A recent survey by a major publication in Singapore sparked a discussion about the value of art and artists in society. The survey found that over 70 per cent of the respondents picked artists as non-essential jobs.
It was later highlighted that the survey responses were closely tied to the ongoing COVID-19 pandemic where essential needs such as health and food were arguably top of mind. However, the debate over the value of art and education in the arts persisted.
As a former scholar of an unusual combination of applied maths, engineering, and studio art, I am keen to reflect on what this will mean for the future of STEM, particularly in the field of data and AI.
There is plenty of discussion about diversity but acceptance of diversity is a larger economic, political, socio-economic question. Diversity is about accepting differences and not forcing men, women, NLP engineers, data artists, decision scientists to fit into the same mold.
In AI, this is especially true. As we advance towards a data-driven future, AI will require not just data and engineering skills but increasingly, and some argue, more importantly, there will be a need to emphasise judgment, decision-making, and people skills.

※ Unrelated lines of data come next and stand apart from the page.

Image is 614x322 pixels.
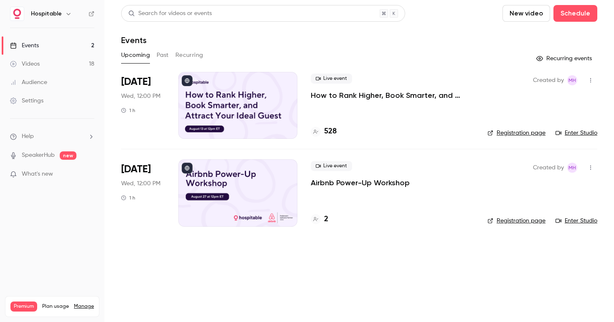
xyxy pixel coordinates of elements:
h4: 2 [324,213,328,225]
div: Audience [10,78,47,86]
h4: 528 [324,126,337,137]
span: Plan usage [42,303,69,309]
span: Wed, 12:00 PM [121,179,160,188]
img: Hospitable [10,7,24,20]
button: Schedule [553,5,597,22]
a: Manage [74,303,94,309]
div: 1 h [121,194,135,201]
iframe: Noticeable Trigger [84,170,94,178]
div: Aug 27 Wed, 12:00 PM (America/Toronto) [121,159,165,226]
div: Search for videos or events [128,9,212,18]
span: What's new [22,170,53,178]
h6: Hospitable [31,10,62,18]
a: How to Rank Higher, Book Smarter, and Attract Your Ideal Guest [311,90,474,100]
button: Recurring events [533,52,597,65]
li: help-dropdown-opener [10,132,94,141]
a: Registration page [487,216,545,225]
span: Live event [311,161,352,171]
span: MH [568,162,576,172]
div: 1 h [121,107,135,114]
span: [DATE] [121,75,151,89]
div: Settings [10,96,43,105]
a: 2 [311,213,328,225]
span: MH [568,75,576,85]
div: Videos [10,60,40,68]
span: Live event [311,74,352,84]
a: SpeakerHub [22,151,55,160]
h1: Events [121,35,147,45]
div: Aug 13 Wed, 12:00 PM (America/Toronto) [121,72,165,139]
button: Past [157,48,169,62]
button: Upcoming [121,48,150,62]
span: Miles Hobson [567,162,577,172]
a: Registration page [487,129,545,137]
button: Recurring [175,48,203,62]
div: Events [10,41,39,50]
span: Help [22,132,34,141]
a: Enter Studio [556,129,597,137]
button: New video [502,5,550,22]
a: Enter Studio [556,216,597,225]
a: Airbnb Power-Up Workshop [311,178,410,188]
a: 528 [311,126,337,137]
span: [DATE] [121,162,151,176]
span: Premium [10,301,37,311]
span: Created by [533,75,564,85]
span: Created by [533,162,564,172]
span: Miles Hobson [567,75,577,85]
span: new [60,151,76,160]
span: Wed, 12:00 PM [121,92,160,100]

I have spent over 10 years in technology, moving from science-based health projects to pure technology across three countries. However, I didn’t choose a career path in tech. I knew from very early on that I wanted a people-focused career and tech was just the medium. My real passion was and remains mathematical storytelling.

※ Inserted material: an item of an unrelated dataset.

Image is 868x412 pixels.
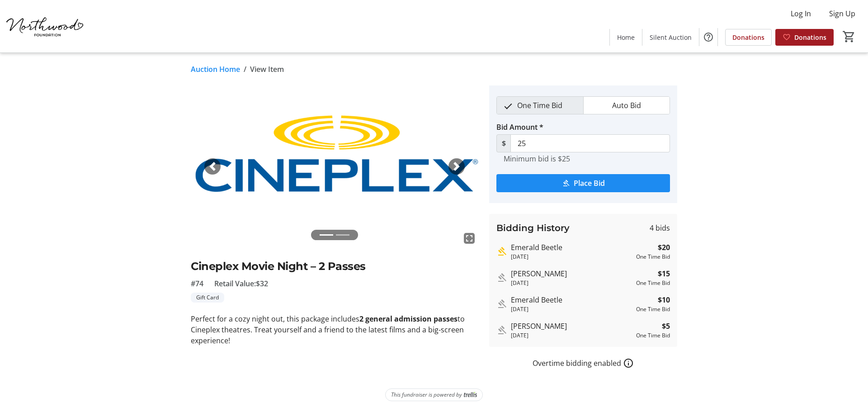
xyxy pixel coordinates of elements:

Also Read: How learning like babies can be the future of AI?
By choosing to study the different areas that I did, I was able to combine both my analytical and creative talents and get involved in game-changing innovation like building robotic arms for smart prosthetics and then moving across the world to delve into the world of insights for large technology companies.
In my current role at GitLab, what I love most is making tech work for customers around the world through new innovation. We now have the capability to solve things that we couldn’t before through the lens of AI, but we can do this effectively only when we embrace the diversity in passions and talent.
As humans, we find comfort in certainty and reproducibility. For employers, to hire a good data scientist, they would fall back on a checklist of the robotic skills (python, stats, presentation). However, to build a good AI model, one not only needs a mathematician but also poets, storytellers, linguistic specialists, among others.
Instead of viewing analytics and soft skills as two distinct skill sets, they should be considered as part of the same genre of human problem-solving skills. How we use tools is the craft but how we apply these tools to creatively solve a human problem is an art. Analytics is, therefore, a subset of soft skills and vice versa.
In our day-to-day lives as STEM professionals, we have to be active listeners to understand the needs of customers, their problems, and their desires. Only with that understanding can we creatively craft the analytics solution to solve the need and articulate how the solution fits in the holistic journey of the customers.
We have reached the point in time where humanity and technology co-exist and our lives get more intertwined with technology in one way or another. While there is no denying that enhancing our technical skills is paramount, I believe that skills such as critical thinking, communication, and decision-making are equally important.
For example, Pure Math is a craft but Applied Math and how we use it to solve problems is art. Similarly in AI, we have data, tools, fast computing engines, fast mathematical solutions such as tensor flow, DevOps frameworks extended to Machine Learning (ML)Ops, AIOps and DataOps, but how we apply all these tools and concepts to solve a human problem is a work of art.
Also Read: How this project uses artificial intelligence to help develop restaurants’ menu
We need all sorts of minds in harmony orchestrating every gender of different myelinated fibre strength, not just in STEM but also in art to create the magic of AI. Diversity in AI is having a platform where passion and individuality are embraced and creatively used in unified machine prediction and storytelling, embracing the personalisation of strengths and complementing each other’s weaknesses, finding freedom through problem-solving in the harmony of different backgrounds, age, sex, mindsets without altering each other.
At GitLab, the phrase “Diversity, Inclusion & Belonging” (or DIB) refers to the terminology for the initiative to create a diverse workforce and an environment where everyone can be their full selves.
The approach will help us not only in creating better AI models but fundamentally change the way we interact with computers, to make human interaction and society more efficient and ultimately enable a digitised ecosystem to solve critical problems and barriers to our evolution.
In order to achieve the true potential of an AI-driven world, we need to support young people in genuinely choosing their passion without any discrimination, whether they be science, technology or art, philosophy and international relations.
–
Register for our next webinar: Meet the VC: East Ventures
Editor’s note: e27 aims to foster thought leadership by publishing contributions from the community. Become a thought leader in the community and share your opinions or ideas and earn a byline by submitting a post.
Join our e27 Telegram group, or like the e27 Facebook page
Image credit: Andrew Ruiz on Unsplash
The post Why the future of AI needs more of diversity and the arts appeared first on e27.